All these depict the sorry state of the present rotten and inutile prevailing elite system’s provision of education for the benefit of the country’s youth and future.

The highly inadequate, stingy and declining support by the prevailing state for public education and its requisites for the youth and needy has long been one of the basic problems of Filipino youth and people.

Education, however, including the fulfilling of its requisites, is a basic human right and the ruling state bears the responsibility and duty to ensure its delivery, including free elementary and intermediate education for all who need, as well as free tertiary and higher education, based on merit at the minimum and eventually for all who need.

Contrary to this, the highly inadequate, stingy and declining free tertiary education on a highly selective basis for the qualified needy youth has been a problem for a great majority among the Filipino youth and their parents, particularly among the more than 90% who are poor and needy.

The widespread furor caused by the casualty in Kristel of the twin “no late payment” and “forced leave of absence” policies made the school administration withdraw these rigid policies four days after Kristel’s death.

But these twin policies were only a couple of flies amid a swarm of elitist, profit-oriented and anti-poor policies of the ruling state.

While, for one, the United nations stipulates that at least 6% of a country’s Gross Domestic Product (GDP) be devoted to public spending on education, in the Philippines this been limited to only 2%. Moreover, the share of the state universities and colleges (SECs) in the GDP has gone down further from 0.4% in 1991 to 0.29% in 2012.

The program for the people’s rights, welfare and development, that the National Democratic Front (NDF) and its allied organizations are fighting for, includes the state’s delivery of free quality education for the youth and the needy, especially among the impoverished and deprived.

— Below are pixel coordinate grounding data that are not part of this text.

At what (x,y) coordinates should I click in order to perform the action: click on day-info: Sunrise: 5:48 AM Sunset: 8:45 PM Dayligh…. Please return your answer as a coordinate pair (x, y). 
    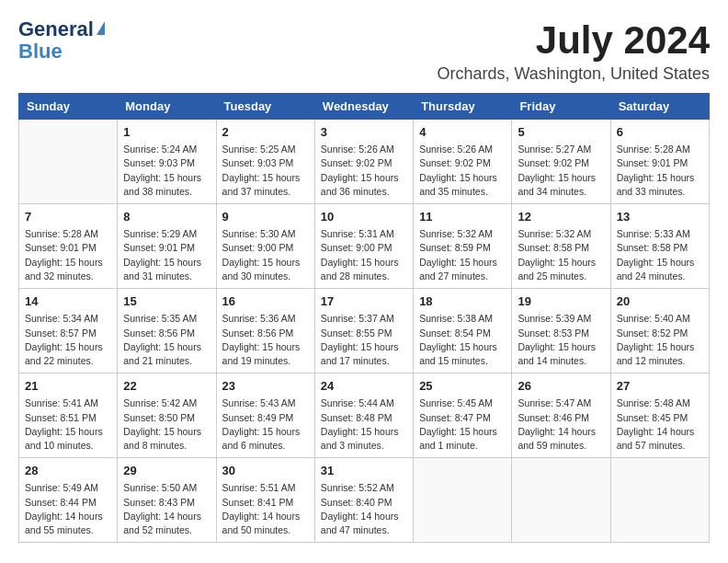
    Looking at the image, I should click on (660, 425).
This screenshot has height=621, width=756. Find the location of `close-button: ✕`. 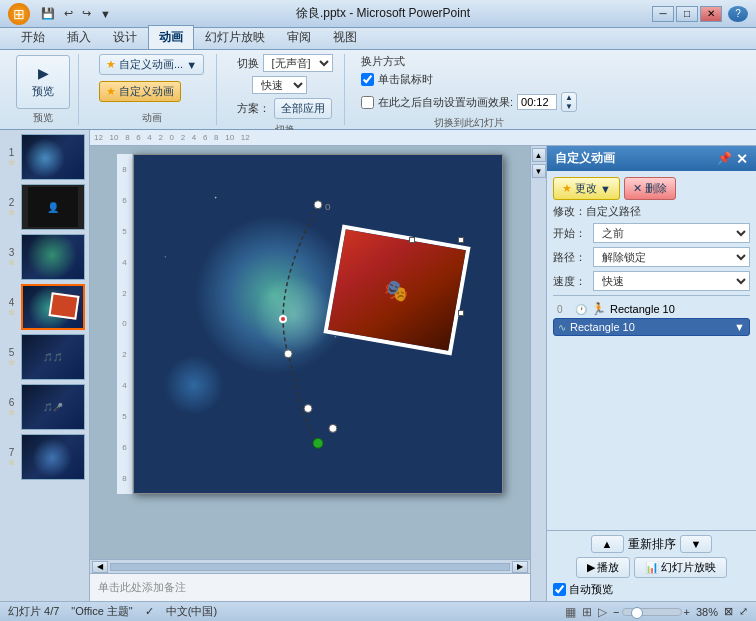

close-button: ✕ is located at coordinates (711, 14).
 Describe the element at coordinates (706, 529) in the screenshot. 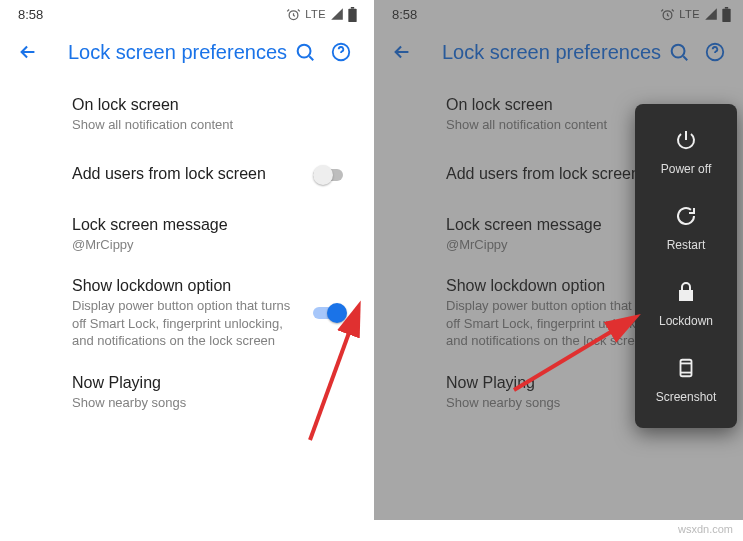

I see `watermark: wsxdn.com` at that location.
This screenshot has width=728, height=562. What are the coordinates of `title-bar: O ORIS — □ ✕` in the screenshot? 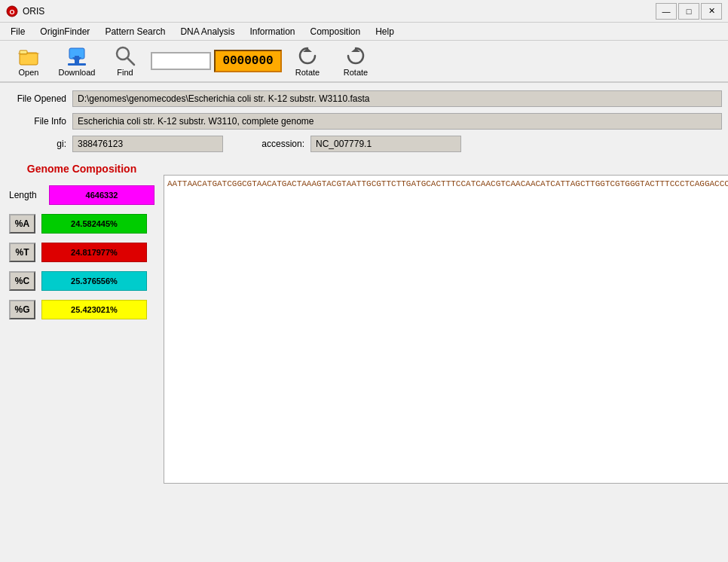 It's located at (364, 11).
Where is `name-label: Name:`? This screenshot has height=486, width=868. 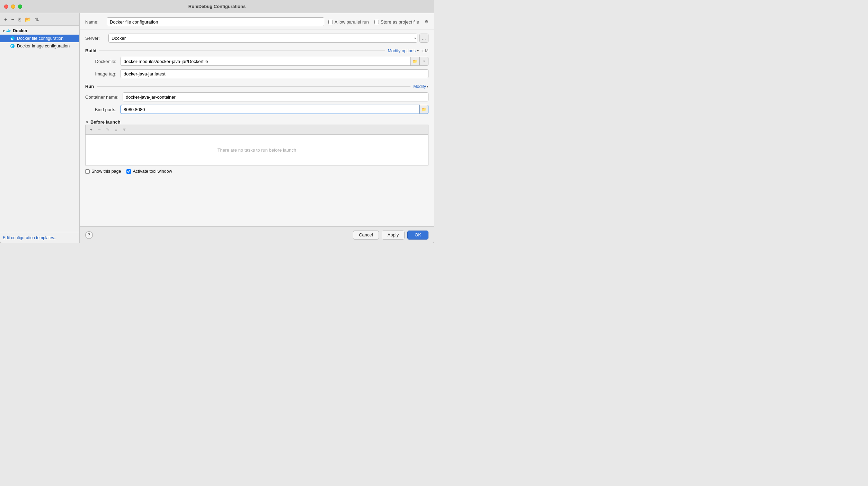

To avoid the elitist system, indifferent bureaucracy and profit motive’s neglecting or belittling such basic human right, include in the NDF socio-economic program is the state’s eventual assimilation of private schools into the free public education system, including at the tertiary level, and giving full support for it and its requisites, so that what happened to Kristel, Marionette and other will not happen again to many more of the country’s youth, who want quality education but have only become frustrated because their families are poor and cannot pay for their continuing education and requisites.

This is just one among many fundamental issues included in the socio-economic reforms agenda of the NDF in formal peace talks with the Government of the Philippines (GPH).

A big problem, however, is that the formal peace talks between the NDF and GPH has been stalled because of the Benigno Aquino III regime refuses to release NDF peace consultants and other participants in the peace talks, who were surveilled, arrested, detained and subjected to other antagonistic acts in violation of their supposed protection by virtue of the Joint on Safety and Immunity Guarantees (JASIG), Comprehensive Agreement on Respect for Human Rights and International Humanitarian Law (CARHRIHL) and other standing peace agreements.

Alan Jazmines
NDF Peace Consultant detained at the
Security Intensive Care Area
Camp Bagong Diwa, Taguig

(The author is a member of the NDF’s Socio-Economic Committee and is supposed to sit in in the meeting of the Reciprocal Working Committee of the NDF and GPH on Socio-Economic Reforms, but was arrested on the eve of the resumption of the long-stalled formal peace talks between the NDF and GPH on February 14, 2011 and continues to be detained up to now – – in violation of the JASIG. Because of the GPH’s refusal to release him and other NDF peace consultants and JASIG protection holders, the formal peace talks between the NDF and the GPH continued to be suspended).